I had earlier blogged about various aspects related to Brian Moeskau’s CalendarPanel component for ExtJs 3.x here, here and here. Somewhere last Decembar, I also submitted a feature request to Brian for refactoring EventEditWindow and EventEditForm components of the CalendarPanel package to allow overriding their layout and form widgets more easily.

The support request was postponed for later and I had in the meanwhile found my own way of completely customizing these components without needing to edit the CalendarPanel code itself (it was as easy as overriding the initComponent method for these components). I had since then forgotten this issue, but was reminded of it again last week when another person sought help related to the same issue on Extensible forums.
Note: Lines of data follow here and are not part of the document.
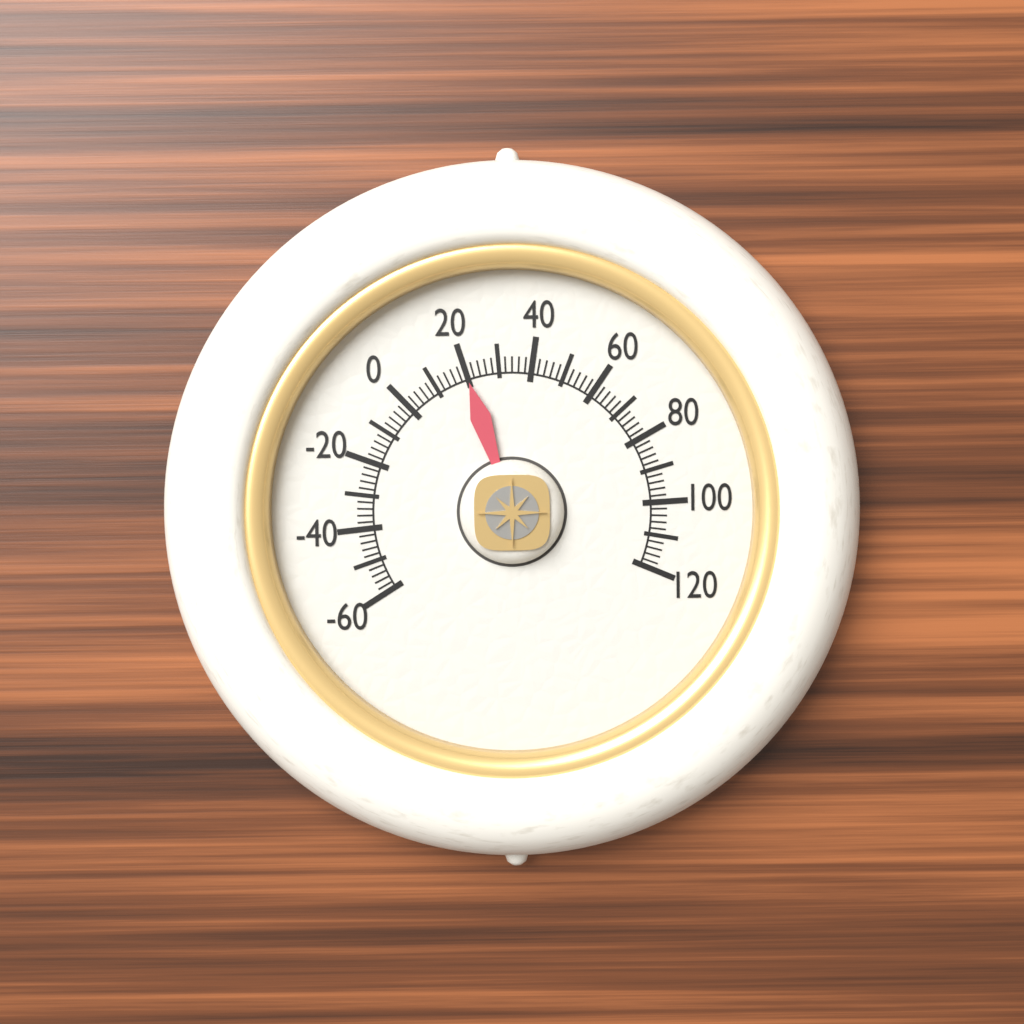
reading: 20 (no unit)
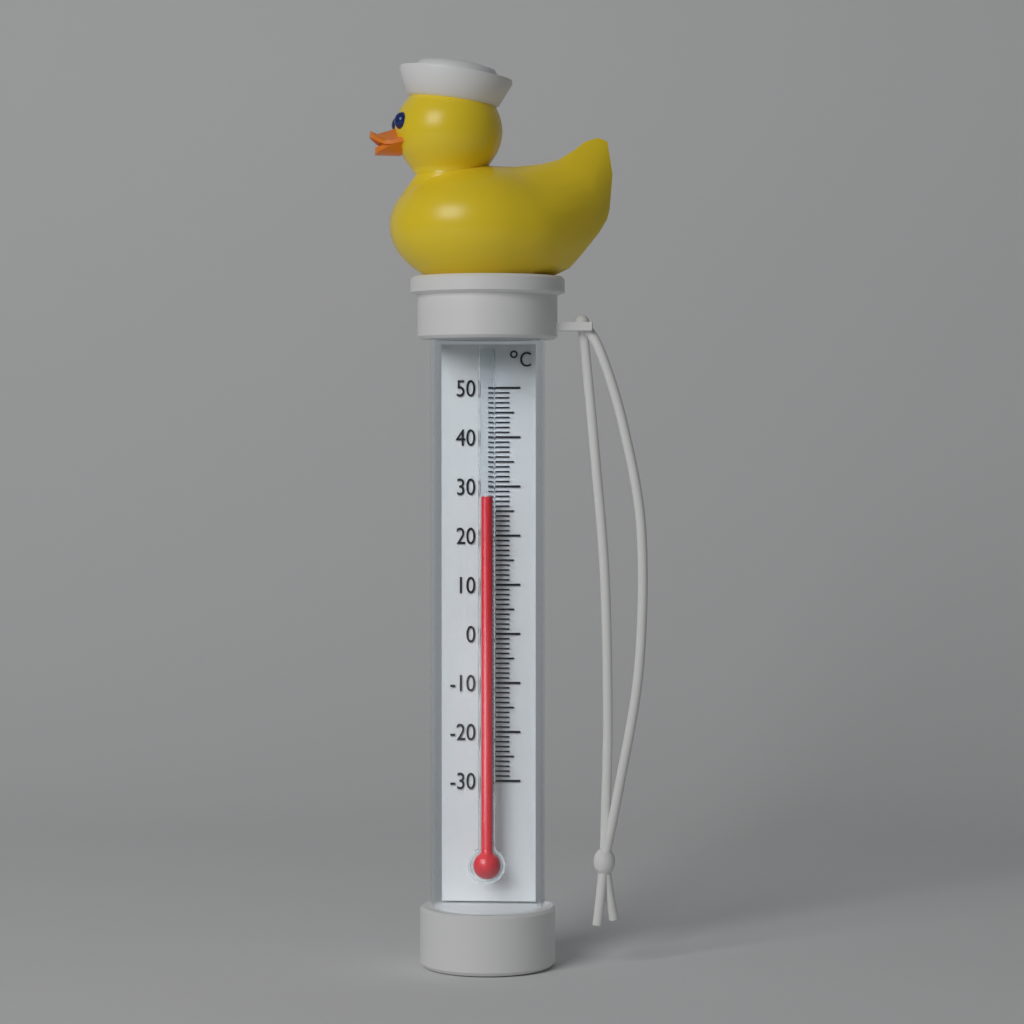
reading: 28 °C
So, I thought of sharing my solution publicly.

You can see a customized EventEditForm for the CalendarPanel below (click here to open the example in a new window):

 

 

And the code which does the bulk of the customization is below:

 

{syntaxhighlighter brush: jscript;fontsize: 100; first-line: 1; }Ext.override(Ext.ensible.cal.EventEditForm, {
layout: ‘form’,

initComponent: function() {
this.addEvents({
eventadd: true,
eventupdate: true,
eventdelete: true,
eventcancel: true
});

this.titleField = new Ext.form.TextField({
fieldLabel: this.titleLabelText,
name: Ext.ensible.cal.EventMappings.Title.name,
anchor: ‘95%’
});
this.dateRangeField = new Ext.ensible.cal.DateRangeField({
fieldLabel: this.datesLabelText,
singleLine: false,
anchor: ‘95%’,
listeners: {
‘change’: this.onDateChange.createDelegate(this)
}
});
this.reminderField = new Ext.ensible.cal.ReminderField({
name: Ext.ensible.cal.EventMappings.Reminder.name,
fieldLabel: this.reminderLabelText
});
this.notesField = new Ext.form.HtmlEditor({
fieldLabel: this.notesLabelText,
name: Ext.ensible.cal.EventMappings.Notes.name,
grow: true,
growMax: 150,
anchor: ‘95%’,
height: 150
});
this.locationField = new Ext.form.TextField({
fieldLabel: this.locationLabelText,
name: Ext.ensible.cal.EventMappings.Location.name,
anchor: ‘95%’
});
this.urlField = new Ext.form.TextField({
fieldLabel: this.webLinkLabelText,
name: Ext.ensible.cal.EventMappings.Url.name,
anchor: ‘95%’
});

this.recurrenceField = new Ext.ensible.cal.RecurrenceField({
name: Ext.ensible.cal.EventMappings.RRule.name,
fieldLabel: this.repeatsLabelText,
anchor: ‘95%’
});

this.calendarField = new Ext.ensible.cal.CalendarCombo({
store: this.calendarStore,
fieldLabel: this.calendarLabelText,
name: Ext.ensible.cal.EventMappings.CalendarId.name
});

this.items = [this.titleField, this.locationField, this.dateRangeField, this.calendarField, this.recurrenceField, this.reminderField, this.notesField, this.urlField];

this.fbar = [
{
text: this.saveButtonText, scope: this, handler: this.onSave
}, {
cls: ‘ext-del-btn’, text: this.deleteButtonText, scope: this, handler: this.onDelete
}, {
text: this.cancelButtonText, scope: this, handler: this.onCancel
}
];

Ext.ensible.cal.EventEditForm.superclass.initComponent.call(this);
}
});
{/syntaxhighlighter}

As you can see, I have overriden the EventEditForm to set its layout to ‘form’ and its initComponent method to add components in my desired order and layout.

You would notice that I have even used an HtmlEditor for Notes instead of the default textarea. This is all easy once you override the initComponent method. You can even add more Form fields if your Event store has corresponding data fields (just take care of assigning the “name” property of each Form field and the EventEditForm will automatically transfer values between the UI and your store record during showing and saving an event).

There’s an important point you might want to take care of. EventEditForm by default has its autoHeight set to true. You might want to set this to false and also set autoScroll to true if you want scrollbars to be attached automatically depending upon browser window’s sizing.

You can find complete code for the example in this blog post attached below.